Summary of talk on ‘Arts-based Research in the Context of Forced Migration and Resettlement’
Report by Neil Vallelly
In her second talk as Visiting Lecturer at the Centre for Global Migrations, Professor Sara Kindon introduced us to the benefits of participatory research in the context of refugee resettlement. Kindon illustrated how participation in community workshops and events fosters collective inquiry and creates alternative spaces for story-telling, which is especially important in refugee communities. As Kindon stated, “participatory research is carried out by local people rather than enacted upon them.” In doing so, it enables participants to be active in practices of meaning-making and to contribute productively to the shaping of social alternatives.
Kindon focused on arts-based participatory research, drawing on a huge number of examples from New Zealand and internationally. We witnessed the “mapping memories” project in Montreal, which provided young refugees the space to recount the stories of their displacement through a variety of artistic methods. Likewise, we were introduced to the idea of “body mapping” in South Africa, where participants use drawings of the body to tell their stories. Numerous examples from New Zealand included painting, diagramming, theatre, mixed media, dance, and puppetry. Through these examples, Kindon argued that arts-based participation can provide access to previously inaccessible spaces, both physical and psychological, through the articulation of bodies involved in collective activity. The humility of learning alongside others, Kindon observed, can provide a new orientation for the participants, introducing each member of the group to a new perspective on the world.
To exemplify the potential of arts-based research, Kindon invited audience members to draw an image without words that represented one of their core values. Audience members then shared these images with one another in small groups, with the other members of the group attempting to decipher the meaning of each image. What we learned as an audience is how meaning is always constructed in relation with others and, instead of treating refugees as objects of analysis, we can research alongside them to create a new and genuinely collective forms of knowledge.

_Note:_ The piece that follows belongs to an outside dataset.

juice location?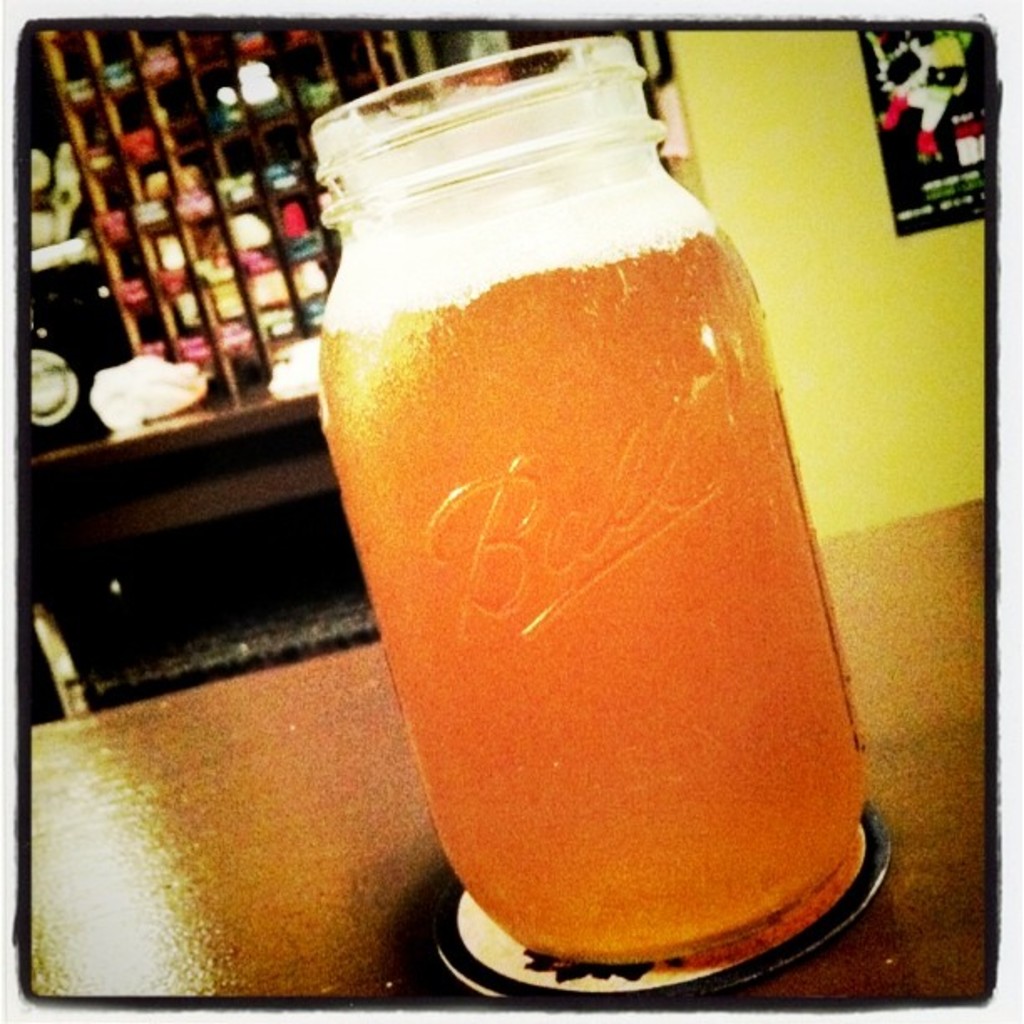
rect(300, 87, 845, 999)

Summary of talk on ‘Feeling into Refugee Resettlement’
Report by Neil Vallelly
“Emotion is everywhere and nowhere in refugee resettlement” argued the Centre for Global Migrations Visiting Scholar Professor Sara Kindon in this well-attended public talk at Dunedin Public Library. Professor Kindon’s point here was that while resettlement is unsurprisingly an emotional process, a whole host of emotions are often disregarded in the resettlement process. In particular, western conceptions of emotions as individual, internal, and pathological often supersede the social and cultural understandings of emotions that refugees possess, especially in terms of trauma. The trope of the traumatised refugee, Kindon observed, leads to an over-medicalisation of emotion in refugee resettlement, which negates the potential for refugees to draw on their own social and cultural practices in dealing with trauma. Furthermore, the resettlement process initially ties refugees to the state, mediated by NGOs and service providers, which produces a top-down and outside-in approach to resettlement, where governments decide priorities and apply these to lives of refugees.
Drawing on emotional geography, affect theory, and her decades of experience of working in refugee resettlement, Kindon asked us to imagine how we might re-think resettlement by placing emotion at the centre of the process. By working from the inside out, Kindon put forward a new strategy that focuses on building a sense of belonging, community, and inclusion for newly-settled refugees, where not only do they feel wanted and welcome but also feel like their knowledge and skills can contribute to shaping Aotearoa New Zealand society. By putting “feeling into resettlement”, Kindon imagined a future in which the governmental and non-governmental agencies involved in refugee resettlement can move beyond the limited and distant approach to emotion that presently dominates western societies. In doing so, these agencies can make space for the emotional worlds of refugees, the role of space and place in their emotions, and the ways in which emotion is produced in the interrelation of bodies. In many ways, Kindon not only posited a new approach to refugee resettlement, but a framework for re-imagining contemporary society in ways that allow emotions to be constantly in flux rather than fixed and instrumentalised. In doing so, Kindon urged us to keep emotions everywhere in order to stop them dissolving into nowhere, as is so often the case when emotions are medicalised and pathologised. This is a valuable lesson for all of us, no matter which field we work in.